Let’s remind ourself of a very simple yet power full graph algorithm today, the Dijkstra algorithm, which basically answer the question, what’s the shortest distance from all nodes to a final destination in a graph, this is also usually used to just find the singular shortest path from A → Z, which is just a biproduct of the bigger question of all shortest paths 😄
So, how do you do it? What is the idea behind this graph algorithm?
Well the basic premis is that, if you have the shortest path to a node, and you keep path finding, extending from that shortest path, you could never improve on the answer, meaning every node that you get to using the previous shortest, is final.
Say we have A , B, C, D, and we’re trying to find shortest to D, then starting from A, with min distance 0, we could go to B, or C. But we pick B because A-B is shorter than A-C, then, we update the current best path from A to B’s neighbors and keep checking path based on the best one. Here:
So we would keep a priority queue of current path to each no like so, say we’re at A, then the queue would be populated by A’s neighbor [(2,B), (3,C)] (distance, node), then we move to check B (pop) cause B is shorter, then we push next neighbors into the queue, say that B to C is 2, then the queue would be [(3C), (4C), (4D)]. You could see that since we keep track of all the distances and always get the smallest one, we could never randomly get a new path to a previous node (B) that is shorter than the one we already finish checking (A-B), there will never be an (A-C-B) that would be shorter because, if there is, AC has to be shorter than AB, and we would just select it ealier.
This might be a bit confusing, but when you implement the idea and walk through it, this is the feeling of the algorithm. 😊
So now we understand the basic premis, which basically is a greedy BFS that keep extending and exploring to the shortest path neighbor. I will walk through basic implementation of the algorithm.
The algorithm is in reverse, so, we have A as our destination, we would need a priority queue and a min distance dictionary to keep track of the best distance so far.
So start with minDist = {A: 0, … Z: infinity}, queue = [(0, A)]. Notice how we set all the mindistance of all nodes to infinity.
Then we pop the smallest distance (A), then start to explore it’s neighbors.
- If edge from current node (A) to neighbor plus current minDist, is less than the found min distance (minDist[neighbor]), then we push it on to the queue for further exploration
- If not, then that means the current node to neighbor path would just be too long, we’ve already found a better path, so we wont explore it, so no push
Then we repeat until the queue is empty. The loop is essentially:
- Get current shortest path in queue
- Update the shorest path to node’s neighbors and add those to queue for exploration
Every time we pop a node from the queue, that distance IS the shortest path.
The code looks simply like so
edges = [(node, dist), ...] # each edge has a weight
graph = {node: edges, ...} # this is the adjacency graph
destination = n # let's say node n
queue = {(0, n)} # distance 0, node n
dist = {i: math.inf for i in range(n)} # min distance dict
dist[n] = 0
# we are assuming this is a priority queue, with ppush, and ppop
while queue:
d, node = queue.ppop()
if d != dist[node]: continue # just some optimization, we skip if the poped is not shortest path
for nei, edge in graph[node]:
if dist[nei] > edge + d:
# if the new path is shorter than found path, we add it for further exploration
dist[nei] = edge + d
queue.ppush((edge+d, nei))
print(dist)
# this will be the final resuling shortest pathsAdditionally, if you want to keep the actual nodes list for the shortest path, all you need to do is to keep the previous node that leads to the current node in the dist. So each entry would look like
Node: shortest_distance, previous_node
And we would just need to reversely traverse the node to find the path.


== TASK GOAL ==
Where the data below contains pictures, omit them; output the rest word for word.

[RECORD EXTRACTS Boundary: Start]

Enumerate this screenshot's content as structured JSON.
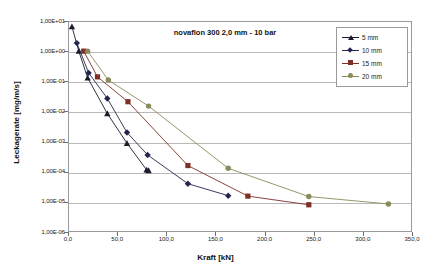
{
  "chart_data": {
    "type": "line",
    "title": "novaflon 300 2,0 mm  -  10 bar",
    "xlabel": "Kraft  [kN]",
    "ylabel": "Leckagerate [mg/m/s]",
    "xlim": [
      0,
      350
    ],
    "ylim": [
      1e-06,
      10.0
    ],
    "yscale": "log",
    "xticks": [
      0,
      50,
      100,
      150,
      200,
      250,
      300,
      350
    ],
    "xticklabels": [
      "0,0",
      "50,0",
      "100,0",
      "150,0",
      "200,0",
      "250,0",
      "300,0",
      "350,0"
    ],
    "yticks": [
      1e-06,
      1e-05,
      0.0001,
      0.001,
      0.01,
      0.1,
      1,
      10
    ],
    "yticklabels": [
      "1,00E-06",
      "1,00E-05",
      "1,00E-04",
      "1,00E-03",
      "1,00E-02",
      "1,00E-01",
      "1,00E+00",
      "1,00E+01"
    ],
    "grid": "horizontal",
    "legend_position": "top-right",
    "series": [
      {
        "name": "5 mm",
        "color": "#1b1b2e",
        "marker": "triangle",
        "x": [
          4,
          11,
          20,
          40,
          60,
          80,
          82
        ],
        "y": [
          6.5,
          1.0,
          0.13,
          0.0085,
          0.00088,
          0.000115,
          0.00011
        ]
      },
      {
        "name": "10 mm",
        "color": "#252552",
        "marker": "diamond",
        "x": [
          9,
          21,
          40,
          60,
          81,
          122,
          163
        ],
        "y": [
          1.85,
          0.19,
          0.027,
          0.002,
          0.00036,
          4e-05,
          1.6e-05
        ]
      },
      {
        "name": "15 mm",
        "color": "#7e2f26",
        "marker": "square",
        "x": [
          16,
          30,
          61,
          122,
          183,
          245
        ],
        "y": [
          1.0,
          0.14,
          0.021,
          0.00016,
          1.55e-05,
          8e-06
        ]
      },
      {
        "name": "20 mm",
        "color": "#8a8a5c",
        "marker": "circle",
        "x": [
          20,
          41,
          82,
          163,
          245,
          326
        ],
        "y": [
          1.0,
          0.11,
          0.015,
          0.00013,
          1.5e-05,
          8.5e-06
        ]
      }
    ]
  },
  "legend": {
    "items": [
      {
        "label": "5 mm"
      },
      {
        "label": "10 mm"
      },
      {
        "label": "15 mm"
      },
      {
        "label": "20 mm"
      }
    ]
  }
}
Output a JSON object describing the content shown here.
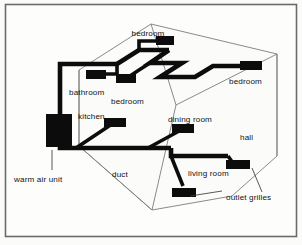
{
  "figure": {
    "kind": "isometric-floorplan-diagram",
    "background_color": "#fbfbfa",
    "ink_color": "#0c0c0c",
    "outline_color": "#7d7d7d",
    "frame_color": "#6b6b6b"
  },
  "labels": {
    "bedroom_top": "bedroom",
    "bedroom_right": "bedroom",
    "bedroom_mid": "bedroom",
    "bathroom": "bathroom",
    "kitchen": "kitchen",
    "dining_room": "dining room",
    "hall": "hall",
    "living_room": "living room",
    "duct": "duct",
    "warm_air_unit": "warm air unit",
    "outlet_grilles": "outlet grilles"
  },
  "rooms": [
    {
      "name": "bedroom",
      "position": "top-centre"
    },
    {
      "name": "bedroom",
      "position": "right"
    },
    {
      "name": "bedroom",
      "position": "centre-left"
    },
    {
      "name": "bathroom",
      "position": "left-upper"
    },
    {
      "name": "kitchen",
      "position": "left-lower"
    },
    {
      "name": "dining room",
      "position": "centre"
    },
    {
      "name": "hall",
      "position": "right-lower"
    },
    {
      "name": "living room",
      "position": "bottom-centre"
    }
  ],
  "callouts": [
    {
      "label": "warm air unit",
      "points_to": "black plenum box at left wall"
    },
    {
      "label": "duct",
      "points_to": "main distribution trunk"
    },
    {
      "label": "outlet grilles",
      "points_to": "terminal grille bars"
    }
  ],
  "counts": {
    "outlet_grilles": 8,
    "warm_air_units": 1,
    "labelled_rooms": 8
  }
}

[RECORD EXTRACTS Boundary: End]

== TASK ANSWER ==
Enumerate this screenshot's content as structured JSON.
{
  "chart_data": {
    "type": "line",
    "title": "novaflon 300 2,0 mm  -  10 bar",
    "xlabel": "Kraft  [kN]",
    "ylabel": "Leckagerate [mg/m/s]",
    "xlim": [
      0,
      350
    ],
    "ylim": [
      1e-06,
      10.0
    ],
    "yscale": "log",
    "xticks": [
      0,
      50,
      100,
      150,
      200,
      250,
      300,
      350
    ],
    "xticklabels": [
      "0,0",
      "50,0",
      "100,0",
      "150,0",
      "200,0",
      "250,0",
      "300,0",
      "350,0"
    ],
    "yticks": [
      1e-06,
      1e-05,
      0.0001,
      0.001,
      0.01,
      0.1,
      1,
      10
    ],
    "yticklabels": [
      "1,00E-06",
      "1,00E-05",
      "1,00E-04",
      "1,00E-03",
      "1,00E-02",
      "1,00E-01",
      "1,00E+00",
      "1,00E+01"
    ],
    "grid": "horizontal",
    "legend_position": "top-right",
    "series": [
      {
        "name": "5 mm",
        "color": "#1b1b2e",
        "marker": "triangle",
        "x": [
          4,
          11,
          20,
          40,
          60,
          80,
          82
        ],
        "y": [
          6.5,
          1.0,
          0.13,
          0.0085,
          0.00088,
          0.000115,
          0.00011
        ]
      },
      {
        "name": "10 mm",
        "color": "#252552",
        "marker": "diamond",
        "x": [
          9,
          21,
          40,
          60,
          81,
          122,
          163
        ],
        "y": [
          1.85,
          0.19,
          0.027,
          0.002,
          0.00036,
          4e-05,
          1.6e-05
        ]
      },
      {
        "name": "15 mm",
        "color": "#7e2f26",
        "marker": "square",
        "x": [
          16,
          30,
          61,
          122,
          183,
          245
        ],
        "y": [
          1.0,
          0.14,
          0.021,
          0.00016,
          1.55e-05,
          8e-06
        ]
      },
      {
        "name": "20 mm",
        "color": "#8a8a5c",
        "marker": "circle",
        "x": [
          20,
          41,
          82,
          163,
          245,
          326
        ],
        "y": [
          1.0,
          0.11,
          0.015,
          0.00013,
          1.5e-05,
          8.5e-06
        ]
      }
    ]
  },
  "legend": {
    "items": [
      {
        "label": "5 mm"
      },
      {
        "label": "10 mm"
      },
      {
        "label": "15 mm"
      },
      {
        "label": "20 mm"
      }
    ]
  }
}
Output a JSON object describing the content shown here.
{
  "figure": {
    "kind": "isometric-floorplan-diagram",
    "background_color": "#fbfbfa",
    "ink_color": "#0c0c0c",
    "outline_color": "#7d7d7d",
    "frame_color": "#6b6b6b"
  },
  "labels": {
    "bedroom_top": "bedroom",
    "bedroom_right": "bedroom",
    "bedroom_mid": "bedroom",
    "bathroom": "bathroom",
    "kitchen": "kitchen",
    "dining_room": "dining room",
    "hall": "hall",
    "living_room": "living room",
    "duct": "duct",
    "warm_air_unit": "warm air unit",
    "outlet_grilles": "outlet grilles"
  },
  "rooms": [
    {
      "name": "bedroom",
      "position": "top-centre"
    },
    {
      "name": "bedroom",
      "position": "right"
    },
    {
      "name": "bedroom",
      "position": "centre-left"
    },
    {
      "name": "bathroom",
      "position": "left-upper"
    },
    {
      "name": "kitchen",
      "position": "left-lower"
    },
    {
      "name": "dining room",
      "position": "centre"
    },
    {
      "name": "hall",
      "position": "right-lower"
    },
    {
      "name": "living room",
      "position": "bottom-centre"
    }
  ],
  "callouts": [
    {
      "label": "warm air unit",
      "points_to": "black plenum box at left wall"
    },
    {
      "label": "duct",
      "points_to": "main distribution trunk"
    },
    {
      "label": "outlet grilles",
      "points_to": "terminal grille bars"
    }
  ],
  "counts": {
    "outlet_grilles": 8,
    "warm_air_units": 1,
    "labelled_rooms": 8
  }
}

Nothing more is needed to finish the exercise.